** Records provided follows **

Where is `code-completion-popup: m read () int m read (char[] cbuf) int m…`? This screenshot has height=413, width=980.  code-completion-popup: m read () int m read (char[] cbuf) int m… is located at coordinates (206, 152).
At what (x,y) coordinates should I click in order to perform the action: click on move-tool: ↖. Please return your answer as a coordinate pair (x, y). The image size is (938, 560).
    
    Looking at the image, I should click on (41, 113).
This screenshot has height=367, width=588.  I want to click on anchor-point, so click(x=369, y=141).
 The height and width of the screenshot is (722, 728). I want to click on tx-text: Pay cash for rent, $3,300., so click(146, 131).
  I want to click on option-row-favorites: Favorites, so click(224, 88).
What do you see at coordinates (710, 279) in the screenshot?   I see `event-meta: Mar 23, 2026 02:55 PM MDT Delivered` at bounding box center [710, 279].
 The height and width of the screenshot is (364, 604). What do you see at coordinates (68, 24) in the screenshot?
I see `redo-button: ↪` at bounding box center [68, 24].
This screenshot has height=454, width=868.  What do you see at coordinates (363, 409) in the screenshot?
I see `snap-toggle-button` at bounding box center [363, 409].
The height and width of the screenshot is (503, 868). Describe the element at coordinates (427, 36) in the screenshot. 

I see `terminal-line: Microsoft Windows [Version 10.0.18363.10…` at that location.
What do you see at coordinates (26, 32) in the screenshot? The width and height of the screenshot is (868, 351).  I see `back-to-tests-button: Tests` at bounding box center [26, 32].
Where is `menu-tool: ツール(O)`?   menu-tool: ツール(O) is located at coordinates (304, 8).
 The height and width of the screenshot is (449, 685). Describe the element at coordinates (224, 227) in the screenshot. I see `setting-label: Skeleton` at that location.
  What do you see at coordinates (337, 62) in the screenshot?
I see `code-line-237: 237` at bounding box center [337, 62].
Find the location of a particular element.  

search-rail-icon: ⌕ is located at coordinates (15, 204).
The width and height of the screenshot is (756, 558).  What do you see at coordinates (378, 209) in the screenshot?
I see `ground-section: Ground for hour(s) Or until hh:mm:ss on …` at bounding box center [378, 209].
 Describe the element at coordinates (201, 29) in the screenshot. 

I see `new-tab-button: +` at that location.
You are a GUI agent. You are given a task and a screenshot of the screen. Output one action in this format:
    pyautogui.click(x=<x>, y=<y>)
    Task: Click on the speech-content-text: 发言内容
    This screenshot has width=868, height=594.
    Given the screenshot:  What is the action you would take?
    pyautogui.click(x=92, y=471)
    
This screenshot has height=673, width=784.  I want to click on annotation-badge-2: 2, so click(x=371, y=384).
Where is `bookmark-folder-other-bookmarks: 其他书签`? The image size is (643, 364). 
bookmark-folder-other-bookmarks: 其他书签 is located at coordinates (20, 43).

** End of Records provided **

• [Your task]: Using the material above, print word for word the lines from the one holding "This screenshot has height=673, width=784." through the last line.

• [Written reply]:
This screenshot has height=673, width=784.  I want to click on annotation-badge-2: 2, so click(x=371, y=384).
Where is `bookmark-folder-other-bookmarks: 其他书签`? The image size is (643, 364). 
bookmark-folder-other-bookmarks: 其他书签 is located at coordinates (20, 43).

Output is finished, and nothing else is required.